Where are we from?

CITEGO is an independent association born in 2015. It has taken over from the action carried out directly until then by the Charles Léopold Mayer Foundation for the Progress of Humankind (FPH), which continues to provide structural support. CITEGO combines three legacies of the FPH: "the revenge of the territories"; "the transition towards sustainable societies"; "the capitalisation of experiences".

  • Revenge of the territories. After two centuries of gradual disappearance of local territories in favour of States and large companies, at the end of the twentieth century the central role of territories and their governance in the management of societies was rediscovered because they are the level at which relations of all kinds can be managed. But this revenge is not a dream of autarky. Territorial governance is the first level of multi-level governance from the local to the global. This is the meaning of the acronym: CItés, TErritoires, GOuvernance.
  • Transition towards sustainable societies. This concept is preferred to that of "sustainable development", an oxymoron forged to reconcile the irreconcilable: preserving the biosphere; pursuing development on an unchanged basis. Hence CITEGO’s particular attention to the changes needed in the way we think about the land, the economy, public policies and the way we manage society. This transition towards sustainable societies and territories is still, in 2020, barely sketched out and is most often limited to sectoral policies, whereas the transition is "systemic", presupposing combined changes in many areas. CITEGO is particularly attentive to what is emerging in terms of transition and the conditions that need to be met for it to become a reality.
  • Capitalisation of experience. As early as the eighties, the FPH found that the most useful information for action came from the action itself. But putting an action into words so that it can be transmitted, so that lessons can be learned, so that it is useful in another setting and on another scale is much more difficult than one might imagine. Hence the establishment during the last two decades of the twentieth century of databases of case studies, with all the challenges that have to be met to create the conditions for "experience capitalization" (lessons learned from the comparison of experiences in a given field in order to draw useful guidelines for action), to pool experiences among various partners and actors, to make them available to a wide public (making knowledge a common denominator) and to create the tools for navigating this vast reservoir of experience. This is how COREDEM (confederation of resources for global democracy) was created at the beginning of the 2000s, which brings together some thirty thematic resource sites and allows navigation from one to the other. CITEGO is a member.

Over the last twenty years or so, the new role of territories and the importance of the transition to be carried out have imposed themselves, giving rise to a large number of networks of local authorities or civil society organisations. In this proliferation and in a context where each network is jealous of its own identity and often tends to confuse "advocacy" with a rigorous process of proof by example, CITEGO has affirmed its specific place: to focus on the hard and the ungrateful: to collect experiences, help to share them, develop a resource site making them accessible to the greatest number, create a navigation tool linking the issues together (the relational atlas), promote the methods of learning communities, develop distance learning for local actors. All these things take time and are often neglected for lack of adequate funding. Only the structural support of the FPH has made this possible.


## [Instructions for the task]
Every line that contains the word "sheet" should be copied from the records below.

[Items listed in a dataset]
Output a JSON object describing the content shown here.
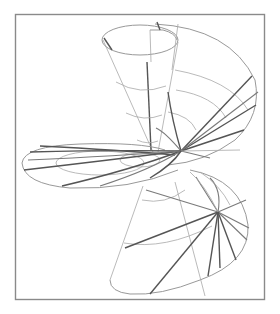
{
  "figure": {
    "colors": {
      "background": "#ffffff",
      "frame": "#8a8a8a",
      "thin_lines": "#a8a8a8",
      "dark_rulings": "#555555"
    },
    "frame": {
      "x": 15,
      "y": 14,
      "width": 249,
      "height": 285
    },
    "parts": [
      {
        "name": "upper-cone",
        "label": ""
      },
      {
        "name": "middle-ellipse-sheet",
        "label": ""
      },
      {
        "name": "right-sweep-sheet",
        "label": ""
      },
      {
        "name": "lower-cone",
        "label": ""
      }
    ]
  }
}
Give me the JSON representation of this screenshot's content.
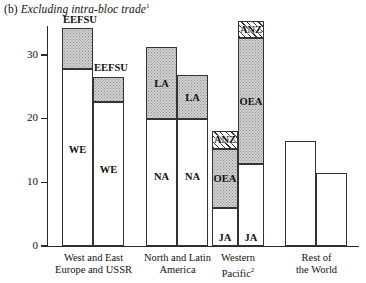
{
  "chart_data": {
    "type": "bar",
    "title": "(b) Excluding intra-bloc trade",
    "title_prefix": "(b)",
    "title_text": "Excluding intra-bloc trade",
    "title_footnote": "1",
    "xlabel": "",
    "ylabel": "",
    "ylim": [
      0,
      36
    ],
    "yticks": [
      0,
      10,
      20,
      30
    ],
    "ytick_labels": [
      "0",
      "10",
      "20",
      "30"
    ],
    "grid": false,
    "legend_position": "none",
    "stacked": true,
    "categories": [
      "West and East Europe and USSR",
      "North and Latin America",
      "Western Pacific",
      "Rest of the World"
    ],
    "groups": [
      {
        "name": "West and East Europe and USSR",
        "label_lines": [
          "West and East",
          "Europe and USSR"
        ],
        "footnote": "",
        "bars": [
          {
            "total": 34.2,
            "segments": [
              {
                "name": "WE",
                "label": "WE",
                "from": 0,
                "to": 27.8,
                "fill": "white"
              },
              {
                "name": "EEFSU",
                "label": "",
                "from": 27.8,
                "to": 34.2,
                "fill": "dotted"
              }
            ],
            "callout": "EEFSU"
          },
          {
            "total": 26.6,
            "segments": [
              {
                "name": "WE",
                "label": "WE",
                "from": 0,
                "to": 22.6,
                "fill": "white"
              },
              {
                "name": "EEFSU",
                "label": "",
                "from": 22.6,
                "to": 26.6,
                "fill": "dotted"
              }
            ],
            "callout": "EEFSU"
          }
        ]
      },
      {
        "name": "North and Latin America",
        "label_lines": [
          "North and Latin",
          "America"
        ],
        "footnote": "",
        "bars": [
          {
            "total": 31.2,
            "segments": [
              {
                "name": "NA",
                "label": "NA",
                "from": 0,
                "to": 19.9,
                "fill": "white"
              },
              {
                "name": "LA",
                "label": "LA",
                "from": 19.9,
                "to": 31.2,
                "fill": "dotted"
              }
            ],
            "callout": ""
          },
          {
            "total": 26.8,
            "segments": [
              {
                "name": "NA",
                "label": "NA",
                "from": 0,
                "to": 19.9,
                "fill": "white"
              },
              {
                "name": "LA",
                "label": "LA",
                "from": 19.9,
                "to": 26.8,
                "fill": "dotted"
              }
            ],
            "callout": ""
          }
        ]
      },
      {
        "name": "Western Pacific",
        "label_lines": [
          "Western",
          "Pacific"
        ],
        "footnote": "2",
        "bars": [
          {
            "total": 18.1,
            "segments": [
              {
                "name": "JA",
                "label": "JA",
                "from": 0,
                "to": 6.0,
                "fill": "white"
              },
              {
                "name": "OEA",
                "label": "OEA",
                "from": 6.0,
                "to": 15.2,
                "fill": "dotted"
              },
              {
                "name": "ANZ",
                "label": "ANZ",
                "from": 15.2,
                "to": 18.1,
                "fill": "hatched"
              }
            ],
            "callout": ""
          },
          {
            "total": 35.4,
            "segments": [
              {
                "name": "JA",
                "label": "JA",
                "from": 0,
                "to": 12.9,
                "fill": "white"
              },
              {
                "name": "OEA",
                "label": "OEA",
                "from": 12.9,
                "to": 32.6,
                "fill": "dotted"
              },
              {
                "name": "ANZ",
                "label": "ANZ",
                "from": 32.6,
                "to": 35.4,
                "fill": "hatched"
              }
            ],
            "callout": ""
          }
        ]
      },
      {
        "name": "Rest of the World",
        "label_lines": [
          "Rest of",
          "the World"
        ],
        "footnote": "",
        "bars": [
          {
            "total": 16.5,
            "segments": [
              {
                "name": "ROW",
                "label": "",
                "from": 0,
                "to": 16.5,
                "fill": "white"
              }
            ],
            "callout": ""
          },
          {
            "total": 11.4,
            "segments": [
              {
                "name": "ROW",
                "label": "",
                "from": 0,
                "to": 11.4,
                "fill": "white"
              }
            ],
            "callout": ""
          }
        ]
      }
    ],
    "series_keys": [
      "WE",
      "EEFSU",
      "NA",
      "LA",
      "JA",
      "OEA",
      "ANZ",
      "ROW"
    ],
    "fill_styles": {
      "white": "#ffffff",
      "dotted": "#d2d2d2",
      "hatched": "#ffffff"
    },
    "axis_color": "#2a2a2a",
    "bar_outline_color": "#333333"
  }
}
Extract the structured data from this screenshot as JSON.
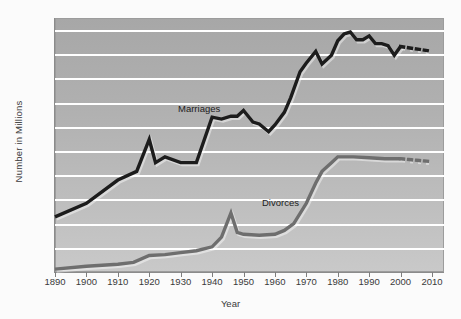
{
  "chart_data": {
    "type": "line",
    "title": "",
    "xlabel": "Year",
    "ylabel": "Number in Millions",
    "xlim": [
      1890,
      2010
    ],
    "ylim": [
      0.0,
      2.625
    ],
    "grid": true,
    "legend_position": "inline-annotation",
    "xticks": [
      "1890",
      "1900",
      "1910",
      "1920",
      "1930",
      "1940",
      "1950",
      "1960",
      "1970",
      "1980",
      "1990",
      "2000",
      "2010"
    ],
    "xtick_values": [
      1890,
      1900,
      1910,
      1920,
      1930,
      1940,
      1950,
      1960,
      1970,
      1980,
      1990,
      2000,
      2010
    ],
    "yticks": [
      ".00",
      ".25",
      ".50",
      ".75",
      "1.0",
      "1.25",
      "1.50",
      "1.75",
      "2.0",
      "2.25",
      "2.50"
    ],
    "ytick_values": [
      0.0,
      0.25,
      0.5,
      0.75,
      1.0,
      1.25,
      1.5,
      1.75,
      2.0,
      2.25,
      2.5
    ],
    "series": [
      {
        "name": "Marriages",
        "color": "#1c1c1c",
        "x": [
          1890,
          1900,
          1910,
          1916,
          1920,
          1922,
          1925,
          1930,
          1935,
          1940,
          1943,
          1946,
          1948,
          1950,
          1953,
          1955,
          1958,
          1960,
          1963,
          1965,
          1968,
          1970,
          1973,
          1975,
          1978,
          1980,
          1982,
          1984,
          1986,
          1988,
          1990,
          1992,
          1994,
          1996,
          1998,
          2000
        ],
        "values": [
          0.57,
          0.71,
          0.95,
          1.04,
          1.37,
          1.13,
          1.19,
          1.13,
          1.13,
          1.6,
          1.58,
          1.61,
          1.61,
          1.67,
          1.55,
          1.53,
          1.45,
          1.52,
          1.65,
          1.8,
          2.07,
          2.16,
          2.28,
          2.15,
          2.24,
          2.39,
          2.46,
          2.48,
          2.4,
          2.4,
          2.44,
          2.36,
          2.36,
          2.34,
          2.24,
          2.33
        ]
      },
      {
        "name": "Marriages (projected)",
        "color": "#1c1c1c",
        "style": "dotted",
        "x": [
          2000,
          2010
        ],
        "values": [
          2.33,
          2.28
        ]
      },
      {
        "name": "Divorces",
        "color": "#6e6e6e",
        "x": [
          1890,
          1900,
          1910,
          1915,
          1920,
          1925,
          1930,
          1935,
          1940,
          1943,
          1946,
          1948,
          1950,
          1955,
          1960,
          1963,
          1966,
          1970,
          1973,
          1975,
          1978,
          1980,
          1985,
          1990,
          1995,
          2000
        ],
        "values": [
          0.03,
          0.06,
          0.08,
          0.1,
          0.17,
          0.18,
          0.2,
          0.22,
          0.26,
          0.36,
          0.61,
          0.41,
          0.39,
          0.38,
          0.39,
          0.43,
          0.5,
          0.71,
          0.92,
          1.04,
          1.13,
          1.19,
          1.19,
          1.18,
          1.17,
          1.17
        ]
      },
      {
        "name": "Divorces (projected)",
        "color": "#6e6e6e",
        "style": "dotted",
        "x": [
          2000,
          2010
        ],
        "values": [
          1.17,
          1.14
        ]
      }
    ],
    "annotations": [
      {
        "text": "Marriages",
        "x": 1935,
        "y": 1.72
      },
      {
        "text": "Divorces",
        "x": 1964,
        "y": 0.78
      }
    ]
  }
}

## [Solution below]
        "name": "middle-ellipse-sheet",
        "name": "right-sweep-sheet",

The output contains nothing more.